Andre Fabre: “It’s a great loss for everyone. Personally he had the sort of charm that made you want to do well for him, though he was a quiet man. I was lucky enough to train a lot of great horses for him. Above all, he was a man that everyone respected and loved. It is bad news.

Chad Brown via Twitter: “Prince Khalid was the definition of class and sportsmanship. It was one of the greatest honors of my life to be asked to train horses for him…the phone call every trainer has dreamed of getting. He raised the bar to unthinkable heights, always putting the horse first. RIP.”

Statement from Breeders’ Cup: “Prince Khalid bin Abdullah was one of the world’s most passionate and influential leaders in Thoroughbred racing and breeding, and one who exemplified great dignity and class. Prince Khalid was an early advocate and staunch supporter of the Breeders’ Cup program and became one of its most ardent and successful owners. Under the banner of Juddmonte Farms, racing fans were thrilled by the magnificent performances of Arrogate and Enable, among the Prince’s seven Breeders’ Cup champions, and by the brilliance of Frankel, and many others on the international scene. We extend our heartfelt condolences to his family and to his dedicated management and staff.”
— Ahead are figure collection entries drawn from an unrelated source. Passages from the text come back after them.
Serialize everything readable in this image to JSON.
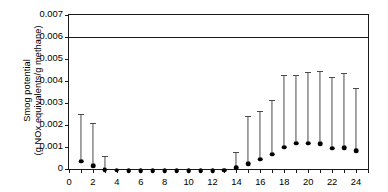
{
  "chart_data": {
    "type": "scatter",
    "title": "",
    "xlabel": "",
    "ylabel_line1": "Smog potential",
    "ylabel_line2": "(g NOx equivalents/g methane)",
    "xlim": [
      0,
      25
    ],
    "ylim": [
      0,
      0.007
    ],
    "grid": false,
    "legend": "none",
    "x_ticks": [
      0,
      1,
      2,
      3,
      4,
      5,
      6,
      7,
      8,
      9,
      10,
      11,
      12,
      13,
      14,
      15,
      16,
      17,
      18,
      19,
      20,
      21,
      22,
      23,
      24,
      25
    ],
    "x_tick_labels": [
      "0",
      "",
      "2",
      "",
      "4",
      "",
      "6",
      "",
      "8",
      "",
      "10",
      "",
      "12",
      "",
      "14",
      "",
      "16",
      "",
      "18",
      "",
      "20",
      "",
      "22",
      "",
      "24",
      ""
    ],
    "y_ticks": [
      0,
      0.001,
      0.002,
      0.003,
      0.004,
      0.005,
      0.006,
      0.007
    ],
    "y_tick_labels": [
      "0",
      "0.001",
      "0.002",
      "0.003",
      "0.004",
      "0.005",
      "0.006",
      "0.007"
    ],
    "reference_line": {
      "value": 0.006,
      "label": ""
    },
    "marker": "filled-circle",
    "error_bars": "upper-only",
    "x": [
      1,
      2,
      3,
      4,
      5,
      6,
      7,
      8,
      9,
      10,
      11,
      12,
      13,
      14,
      15,
      16,
      17,
      18,
      19,
      20,
      21,
      22,
      23,
      24
    ],
    "values": [
      0.00045,
      0.00025,
      8e-05,
      4e-05,
      3e-05,
      3e-05,
      3e-05,
      3e-05,
      3e-05,
      3e-05,
      3e-05,
      3e-05,
      5e-05,
      0.00015,
      0.00035,
      0.00055,
      0.00078,
      0.0011,
      0.00128,
      0.00128,
      0.00125,
      0.00105,
      0.00107,
      0.00092
    ],
    "upper_errors": [
      0.0025,
      0.00208,
      0.0006,
      4e-05,
      3e-05,
      3e-05,
      3e-05,
      3e-05,
      3e-05,
      3e-05,
      3e-05,
      3e-05,
      5e-05,
      0.00078,
      0.00243,
      0.00265,
      0.00315,
      0.00428,
      0.00428,
      0.0044,
      0.00445,
      0.00418,
      0.00435,
      0.00367
    ]
  }
}
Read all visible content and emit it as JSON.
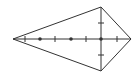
{
  "diagram": {
    "type": "kite",
    "stroke_color": "#333333",
    "background": "#ffffff",
    "vertices": {
      "left": [
        13,
        39
      ],
      "top": [
        101,
        7
      ],
      "right": [
        131,
        39
      ],
      "bottom": [
        101,
        71
      ]
    },
    "intersection": [
      101,
      39
    ],
    "horizontal_diagonal": {
      "from": [
        13,
        39
      ],
      "to": [
        131,
        39
      ]
    },
    "vertical_diagonal": {
      "from": [
        101,
        7
      ],
      "to": [
        101,
        71
      ]
    },
    "dots": [
      [
        40,
        39
      ],
      [
        71,
        39
      ],
      [
        101,
        39
      ]
    ],
    "horizontal_ticks": [
      25,
      55,
      86,
      117
    ],
    "vertical_ticks": [
      23,
      55
    ]
  }
}
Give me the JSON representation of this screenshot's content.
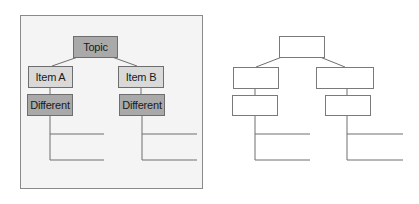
{
  "left_diagram": {
    "root": {
      "label": "Topic"
    },
    "branches": [
      {
        "item": {
          "label": "Item A"
        },
        "child": {
          "label": "Different"
        },
        "sub_lines": 2
      },
      {
        "item": {
          "label": "Item B"
        },
        "child": {
          "label": "Different"
        },
        "sub_lines": 2
      }
    ]
  },
  "right_diagram": {
    "root": {
      "label": ""
    },
    "branches": [
      {
        "item": {
          "label": ""
        },
        "child": {
          "label": ""
        },
        "sub_lines": 2
      },
      {
        "item": {
          "label": ""
        },
        "child": {
          "label": ""
        },
        "sub_lines": 2
      }
    ]
  },
  "colors": {
    "panel_bg": "#f4f4f4",
    "root_fill": "#a9a9a9",
    "item_fill": "#d9d9d9",
    "child_fill": "#a9a9a9",
    "line": "#6e6e6e"
  }
}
Statement from Churchill Downs Racetrack President Mike Anderson: “Thoroughbred racing and breeding icons like Prince Khalid bin Abdullah are few and far between. For decades, the Juddmonte Farms racing and breeding operation has represented top-class on an international stage thanks to the vision and dedication of Prince Khalid. His unforgettable pink, green and white silks made numerous trips to the Churchill Downs winner’s circle with regally-bred horses–from 2001 Kentucky Oaks winner Flute to 2018 Breeders’ Cup Turf champion Enable–and they are fondly remembered by the Churchill Downs family as part of his significant legacy.”
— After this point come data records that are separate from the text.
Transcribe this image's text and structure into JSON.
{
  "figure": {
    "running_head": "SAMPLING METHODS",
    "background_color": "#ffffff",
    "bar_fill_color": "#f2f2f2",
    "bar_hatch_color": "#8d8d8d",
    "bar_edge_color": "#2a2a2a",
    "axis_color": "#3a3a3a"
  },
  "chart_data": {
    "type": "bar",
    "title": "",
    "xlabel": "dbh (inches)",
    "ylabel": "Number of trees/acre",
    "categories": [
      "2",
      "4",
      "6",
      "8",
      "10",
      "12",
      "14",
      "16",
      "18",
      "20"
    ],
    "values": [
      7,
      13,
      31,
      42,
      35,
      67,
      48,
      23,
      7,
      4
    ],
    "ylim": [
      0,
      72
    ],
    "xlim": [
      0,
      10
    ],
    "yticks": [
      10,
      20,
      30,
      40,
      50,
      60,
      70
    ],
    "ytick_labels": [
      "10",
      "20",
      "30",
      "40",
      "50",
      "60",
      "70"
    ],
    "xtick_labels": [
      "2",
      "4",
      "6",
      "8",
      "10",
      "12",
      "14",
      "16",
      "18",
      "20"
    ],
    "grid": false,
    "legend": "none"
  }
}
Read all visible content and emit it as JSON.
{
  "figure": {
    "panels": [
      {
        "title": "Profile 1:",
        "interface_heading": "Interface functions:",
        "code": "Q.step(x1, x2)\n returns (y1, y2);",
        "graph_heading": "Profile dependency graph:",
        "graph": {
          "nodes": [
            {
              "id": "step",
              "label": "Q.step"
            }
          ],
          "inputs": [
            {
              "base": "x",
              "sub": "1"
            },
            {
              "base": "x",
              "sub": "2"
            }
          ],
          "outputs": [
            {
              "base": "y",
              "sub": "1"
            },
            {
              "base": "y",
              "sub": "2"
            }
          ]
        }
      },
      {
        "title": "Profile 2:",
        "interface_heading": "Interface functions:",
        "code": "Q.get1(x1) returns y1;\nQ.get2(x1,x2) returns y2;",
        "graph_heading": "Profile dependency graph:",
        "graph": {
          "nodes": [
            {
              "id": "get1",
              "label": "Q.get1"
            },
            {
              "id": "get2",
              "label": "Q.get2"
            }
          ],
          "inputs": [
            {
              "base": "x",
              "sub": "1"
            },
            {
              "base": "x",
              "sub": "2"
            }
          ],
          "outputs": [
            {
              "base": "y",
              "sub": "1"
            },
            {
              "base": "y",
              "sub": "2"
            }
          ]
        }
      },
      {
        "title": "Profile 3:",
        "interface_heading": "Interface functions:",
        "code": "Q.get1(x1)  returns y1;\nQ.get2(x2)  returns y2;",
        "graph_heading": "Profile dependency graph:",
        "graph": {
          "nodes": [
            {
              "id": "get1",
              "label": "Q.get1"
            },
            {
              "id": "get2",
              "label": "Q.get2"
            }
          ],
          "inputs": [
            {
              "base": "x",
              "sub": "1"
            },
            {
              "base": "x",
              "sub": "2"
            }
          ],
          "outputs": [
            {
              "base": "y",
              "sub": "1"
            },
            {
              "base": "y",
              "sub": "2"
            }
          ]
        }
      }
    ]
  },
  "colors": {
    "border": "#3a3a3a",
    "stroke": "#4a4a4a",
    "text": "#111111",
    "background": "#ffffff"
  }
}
Statement from National Thoroughbred Racing Association President Alex Waldrop: “The contributions of Prince Khalid bin Abdullah to the Thoroughbred breeding and racing industry over the past 40 years will be felt for generations to come. From Empire Maker to Frankel to Enable, his operation produced many of this sport’s all-time greats who carried his famous green, pink and white silks to victory in the world’s most prestigious races. Our deepest condolences go out to his family and the entire Juddmonte Farms team.”
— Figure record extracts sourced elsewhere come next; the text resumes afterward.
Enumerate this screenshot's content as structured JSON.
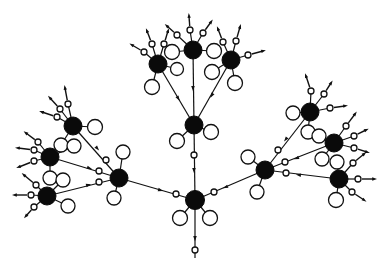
{
  "diagram": {
    "title": "",
    "colors": {
      "background": "#ffffff",
      "hub": "#0a0a0a",
      "stroke": "#111111",
      "leaf_fill": "#ffffff"
    },
    "hubs": [
      {
        "id": "root",
        "x": 195,
        "y": 200,
        "r": 9.5
      },
      {
        "id": "mid",
        "x": 194,
        "y": 125,
        "r": 9
      },
      {
        "id": "top",
        "x": 193,
        "y": 50,
        "r": 9
      },
      {
        "id": "top_left",
        "x": 158,
        "y": 64,
        "r": 9
      },
      {
        "id": "top_right",
        "x": 231,
        "y": 60,
        "r": 9
      },
      {
        "id": "left",
        "x": 119,
        "y": 178,
        "r": 9
      },
      {
        "id": "left_a",
        "x": 73,
        "y": 126,
        "r": 9
      },
      {
        "id": "left_b",
        "x": 50,
        "y": 157,
        "r": 9
      },
      {
        "id": "left_c",
        "x": 47,
        "y": 196,
        "r": 9
      },
      {
        "id": "right",
        "x": 265,
        "y": 170,
        "r": 9
      },
      {
        "id": "right_a",
        "x": 310,
        "y": 112,
        "r": 9
      },
      {
        "id": "right_b",
        "x": 334,
        "y": 143,
        "r": 9
      },
      {
        "id": "right_c",
        "x": 339,
        "y": 179,
        "r": 9
      }
    ],
    "edges": [
      {
        "from": "mid",
        "to": "root",
        "port": [
          194,
          155
        ],
        "arrow": [
          194,
          170
        ]
      },
      {
        "from": "top",
        "to": "mid",
        "port": null,
        "arrow": [
          193,
          88
        ]
      },
      {
        "from": "top_left",
        "to": "mid",
        "port": null,
        "arrow": [
          178,
          98
        ]
      },
      {
        "from": "top_right",
        "to": "mid",
        "port": null,
        "arrow": [
          212,
          95
        ]
      },
      {
        "from": "left",
        "to": "root",
        "port": [
          176,
          194
        ],
        "arrow": [
          160,
          190
        ]
      },
      {
        "from": "right",
        "to": "root",
        "port": [
          214,
          192
        ],
        "arrow": [
          226,
          187
        ]
      },
      {
        "from": "left_a",
        "to": "left",
        "port": [
          106,
          160
        ],
        "arrow": [
          97,
          148
        ]
      },
      {
        "from": "left_b",
        "to": "left",
        "port": [
          99,
          171
        ],
        "arrow": [
          89,
          168
        ]
      },
      {
        "from": "left_c",
        "to": "left",
        "port": [
          99,
          182
        ],
        "arrow": [
          88,
          185
        ]
      },
      {
        "from": "right_a",
        "to": "right",
        "port": [
          278,
          150
        ],
        "arrow": [
          286,
          139
        ]
      },
      {
        "from": "right_b",
        "to": "right",
        "port": [
          285,
          162
        ],
        "arrow": [
          297,
          158
        ]
      },
      {
        "from": "right_c",
        "to": "right",
        "port": [
          286,
          173
        ],
        "arrow": [
          299,
          175
        ]
      },
      {
        "from": "root",
        "to": "out",
        "to_xy": [
          195,
          258
        ],
        "port": [
          195,
          250
        ],
        "arrow": [
          195,
          238
        ]
      }
    ],
    "leaves": [
      {
        "hub": "root",
        "x": 180,
        "y": 218,
        "r": 7.5
      },
      {
        "hub": "root",
        "x": 210,
        "y": 218,
        "r": 7.5
      },
      {
        "hub": "mid",
        "x": 177,
        "y": 141,
        "r": 7.5
      },
      {
        "hub": "mid",
        "x": 211,
        "y": 132,
        "r": 7.5
      },
      {
        "hub": "top",
        "x": 172,
        "y": 52,
        "r": 7.5
      },
      {
        "hub": "top",
        "x": 214,
        "y": 51,
        "r": 7.5
      },
      {
        "hub": "top_left",
        "x": 177,
        "y": 69,
        "r": 6.5
      },
      {
        "hub": "top_left",
        "x": 152,
        "y": 87,
        "r": 7.5
      },
      {
        "hub": "top_right",
        "x": 212,
        "y": 72,
        "r": 7.5
      },
      {
        "hub": "top_right",
        "x": 235,
        "y": 83,
        "r": 7.5
      },
      {
        "hub": "left",
        "x": 123,
        "y": 152,
        "r": 7
      },
      {
        "hub": "left",
        "x": 114,
        "y": 198,
        "r": 7
      },
      {
        "hub": "left_a",
        "x": 95,
        "y": 127,
        "r": 7.5
      },
      {
        "hub": "left_a",
        "x": 61,
        "y": 145,
        "r": 7
      },
      {
        "hub": "left_b",
        "x": 74,
        "y": 146,
        "r": 7
      },
      {
        "hub": "left_b",
        "x": 50,
        "y": 178,
        "r": 7
      },
      {
        "hub": "left_c",
        "x": 63,
        "y": 180,
        "r": 7
      },
      {
        "hub": "left_c",
        "x": 68,
        "y": 206,
        "r": 7
      },
      {
        "hub": "right",
        "x": 248,
        "y": 157,
        "r": 7
      },
      {
        "hub": "right",
        "x": 257,
        "y": 192,
        "r": 7
      },
      {
        "hub": "right_a",
        "x": 293,
        "y": 113,
        "r": 7
      },
      {
        "hub": "right_a",
        "x": 308,
        "y": 132,
        "r": 7
      },
      {
        "hub": "right_b",
        "x": 319,
        "y": 136,
        "r": 7
      },
      {
        "hub": "right_b",
        "x": 322,
        "y": 159,
        "r": 7
      },
      {
        "hub": "right_c",
        "x": 337,
        "y": 162,
        "r": 7
      },
      {
        "hub": "right_c",
        "x": 336,
        "y": 200,
        "r": 7.5
      }
    ],
    "outward_ports": [
      {
        "hub": "top",
        "px": 177,
        "py": 35,
        "ax": 167,
        "ay": 26
      },
      {
        "hub": "top",
        "px": 190,
        "py": 30,
        "ax": 189,
        "ay": 16
      },
      {
        "hub": "top",
        "px": 203,
        "py": 33,
        "ax": 211,
        "ay": 22
      },
      {
        "hub": "top_left",
        "px": 144,
        "py": 52,
        "ax": 132,
        "ay": 45
      },
      {
        "hub": "top_left",
        "px": 152,
        "py": 44,
        "ax": 147,
        "ay": 31
      },
      {
        "hub": "top_left",
        "px": 164,
        "py": 44,
        "ax": 168,
        "ay": 31
      },
      {
        "hub": "top_right",
        "px": 223,
        "py": 42,
        "ax": 218,
        "ay": 29
      },
      {
        "hub": "top_right",
        "px": 236,
        "py": 41,
        "ax": 240,
        "ay": 27
      },
      {
        "hub": "top_right",
        "px": 248,
        "py": 55,
        "ax": 263,
        "ay": 51
      },
      {
        "hub": "left_a",
        "px": 57,
        "py": 117,
        "ax": 42,
        "ay": 112
      },
      {
        "hub": "left_a",
        "px": 60,
        "py": 109,
        "ax": 50,
        "ay": 98
      },
      {
        "hub": "left_a",
        "px": 68,
        "py": 104,
        "ax": 65,
        "ay": 88
      },
      {
        "hub": "left_b",
        "px": 38,
        "py": 142,
        "ax": 26,
        "ay": 133
      },
      {
        "hub": "left_b",
        "px": 34,
        "py": 150,
        "ax": 18,
        "ay": 148
      },
      {
        "hub": "left_b",
        "px": 34,
        "py": 161,
        "ax": 19,
        "ay": 167
      },
      {
        "hub": "left_c",
        "px": 36,
        "py": 185,
        "ax": 24,
        "ay": 175
      },
      {
        "hub": "left_c",
        "px": 31,
        "py": 195,
        "ax": 15,
        "ay": 195
      },
      {
        "hub": "left_c",
        "px": 34,
        "py": 207,
        "ax": 26,
        "ay": 216
      },
      {
        "hub": "right_a",
        "px": 311,
        "py": 91,
        "ax": 306,
        "ay": 76
      },
      {
        "hub": "right_a",
        "px": 324,
        "py": 94,
        "ax": 331,
        "ay": 83
      },
      {
        "hub": "right_a",
        "px": 330,
        "py": 108,
        "ax": 345,
        "ay": 106
      },
      {
        "hub": "right_b",
        "px": 346,
        "py": 126,
        "ax": 355,
        "ay": 114
      },
      {
        "hub": "right_b",
        "px": 354,
        "py": 136,
        "ax": 366,
        "ay": 130
      },
      {
        "hub": "right_b",
        "px": 354,
        "py": 148,
        "ax": 367,
        "ay": 152
      },
      {
        "hub": "right_c",
        "px": 353,
        "py": 163,
        "ax": 364,
        "ay": 154
      },
      {
        "hub": "right_c",
        "px": 358,
        "py": 179,
        "ax": 374,
        "ay": 179
      },
      {
        "hub": "right_c",
        "px": 352,
        "py": 192,
        "ax": 364,
        "ay": 200
      }
    ]
  }
}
Keeneland President and Chief Executive Officer Shannon Arvin: “Prince Khalid bin Abdullah was foremost a man of extraordinary class, and the excellence he achieved in Thoroughbred racing and breeding globally will continue to influence the breed for generations. Though he was a major presence on the international stage, we at Keeneland treasure the long friendship we enjoyed with Prince Khalid. His Juddmonte Farms is a prominent consignor and buyer at Keeneland sales, where he bought Known Fact, one of his earliest classic winners, at the 1978 July Selected Yearling Sale, and purchased his champion and Breeders’ Cup Classic winner Arrogate at the 2014 September Yearling Sale. Juddmonte Farms has also strongly supported Keeneland’s philanthropic mission and its racing program as sponsor of the Grade I Juddmonte Spinster since 2005. Prince Khalid’s distinctive pink, green and white silks have been carried to numerous wins at Keeneland, earning for him a Keeneland Tray as part of the track’s distinguished Milestone Trophy Program. On behalf of Keeneland, we extend our deepest condolences to Prince Khalid’s family and the entire Juddmonte Farms team.”

The post Juddmonte Doyen Prince Khalid Bin Abdullah Dead appeared first on TDN | Thoroughbred Daily News | Horse Racing News, Results and Video | Thoroughbred Breeding and Auctions.